CGT and Inheritance tax will also have a bearing on how much a beneficiary of an estate can add to their purchasing power. Having had to pay both in relation to my parent’s house (the CGT came largely after running the house as an HMO for a few years), I can categorically state that the amount we handed over to HMRC was sufficient to have gifted our children enough for a sizeable deposit on a smallish property each, or for us to have bought another rental property outright. Both of these outcomes would have led to taxes being paid ad infinitum. I hope that the lump sum money HMRC collected was spent wisely.

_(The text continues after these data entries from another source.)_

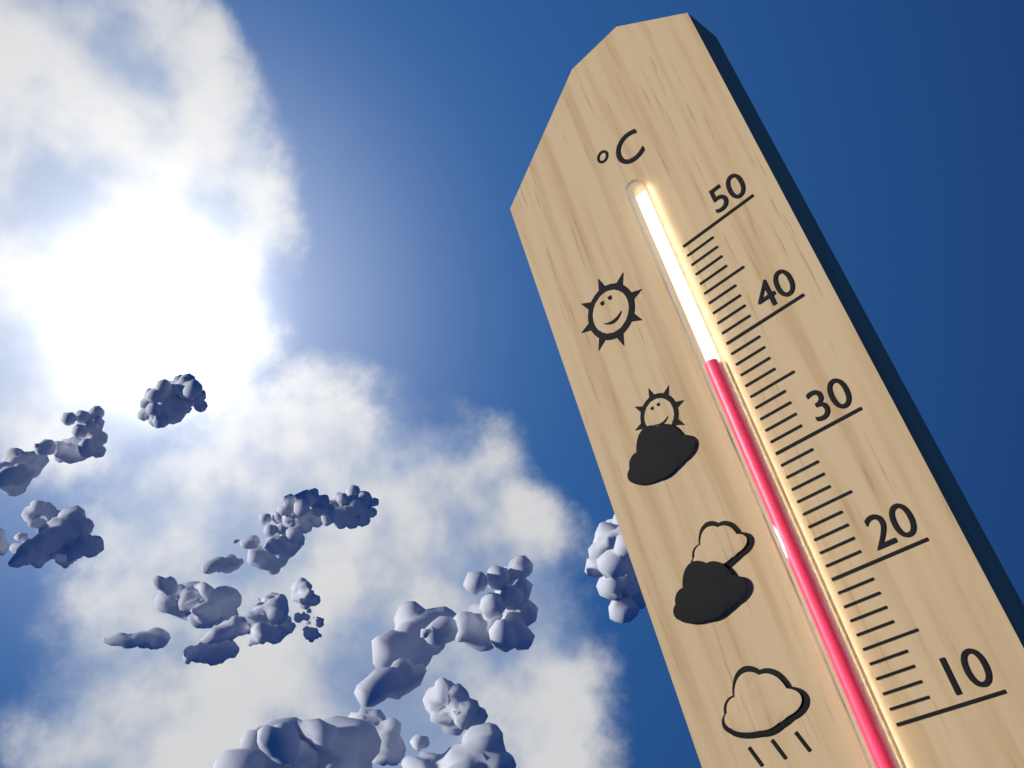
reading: 39 °C
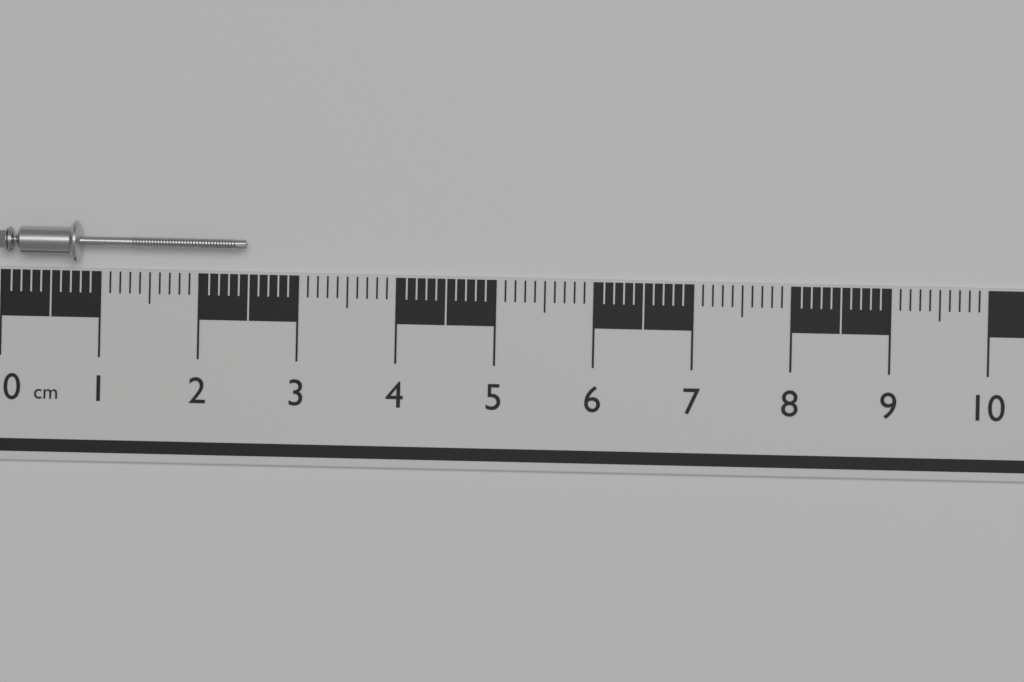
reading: 2.5 cm
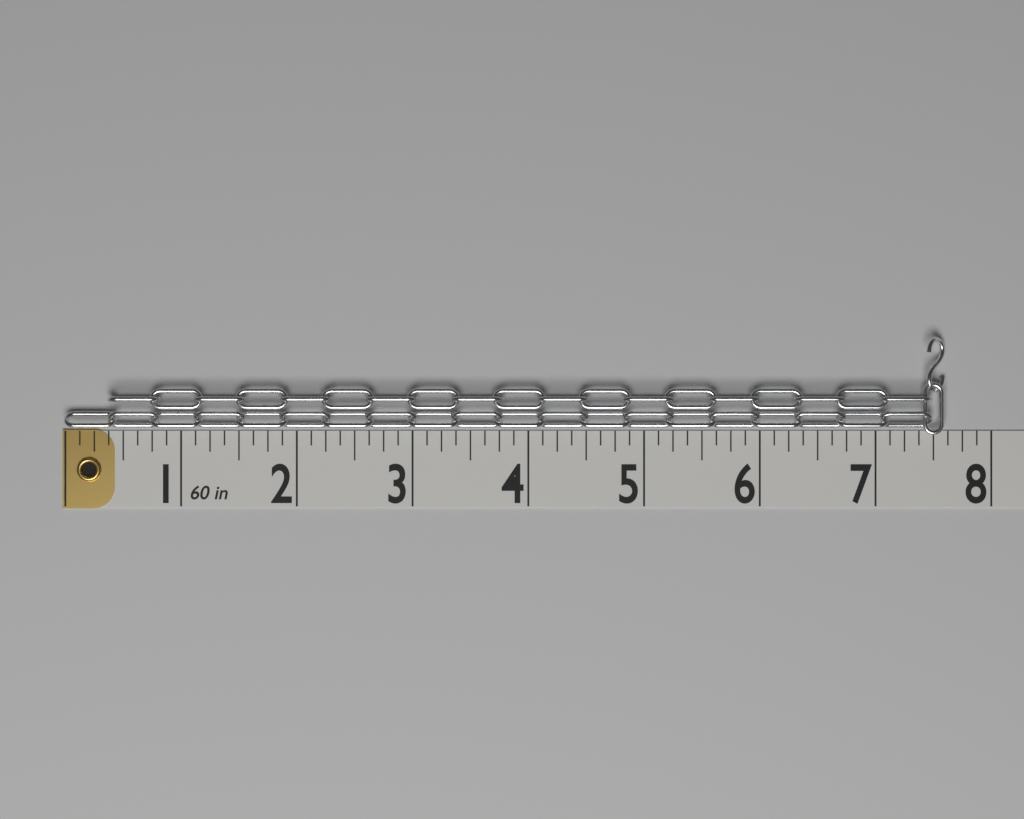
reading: 7.600 in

Laughable Laffer curve. This hypothetical / academic view of how tax cuts might grow the economy (even if initially it reduces tax income for the government) was the basis of Reagan’s tax cutting policies. As Biden says:
“I am sick and tired of trickle-down economics. It has never worked. We’re building an economy from the bottom up and middle out.”
Simplistic tax cuts don’t work as Truss claims. For these to act in a way that grows the economy it requires that the vast majority see a real & meaningful increase in spending power. Disposable income goes up, spending goes up, economy grows. But her cuts can only benefit a few - the top 5-10% of earners. Who already have high disposable income. Everyone else sees marginal increase or none at all. And that is swallowed up by inflation and hikes in energy costs. So no increase in spending and no growth in the economy.
Just lower tax receipts. Meaning cuts. Truss is truly stupid and terrible.
Eg. I could raise, say, £2k via credit card balance transfers (to buy something now) which I’d pay around £60 in fees for, and which I could pay off at my leisure for 0% further interest over 2 years.
Meanwhile, the item I want to buy has gone up by £100 if I decided to save instead.
@Dextrous63 “meanwhile the thing l want to buy has gone by £100”
But if the interest on your savings was set at a reasonable amount then
maybe you would be in front ??l remember when saving for my first house
it was impossible to keep up with the price inflation at that time, so l
borrowed the deposit !
Once l was on the property ladder it became easier to upscale !!
The present interest rates on savings don’t allow this, so poor people are
trapped forever at the lower end of society ?
I’ve never looked to the government to make a difference if we needed more money we went out and got second and third jobs. It’s only since we both wore our bodies out doing it so we can’t do it any more its hitting us we can’t help ourselves much longer. I’m not sure tinkering with tax will help those who really need help. Especially those even worse off than we are.
So Liz Truss has been addressing executives at a business roundtable in New York. In an opening speech which stated her determination to cut taxes, she claimed that promoting the City was “a key part of the levelling up agenda”. In her speech Truss argued that boosting the City – and, by implication, allowing bankers to get richer – would actually contribute to levelling up. Really? Explain that Liz.
She explained: “We want the City to be the most competitive place for financial services in the world, and we see that as a key part of the levelling up agenda, because when we unblock capital, that capital will be used across the UK to make every industry become more productive and competitive.”
By competitive she means lowest tax. Just to explain. And by ‘unblock capital’ she means sloshing around unregulated money. And by ‘across the UK’ she means London. Thought I’d help with the translation from word-garbage to the clarity of her patronising lies.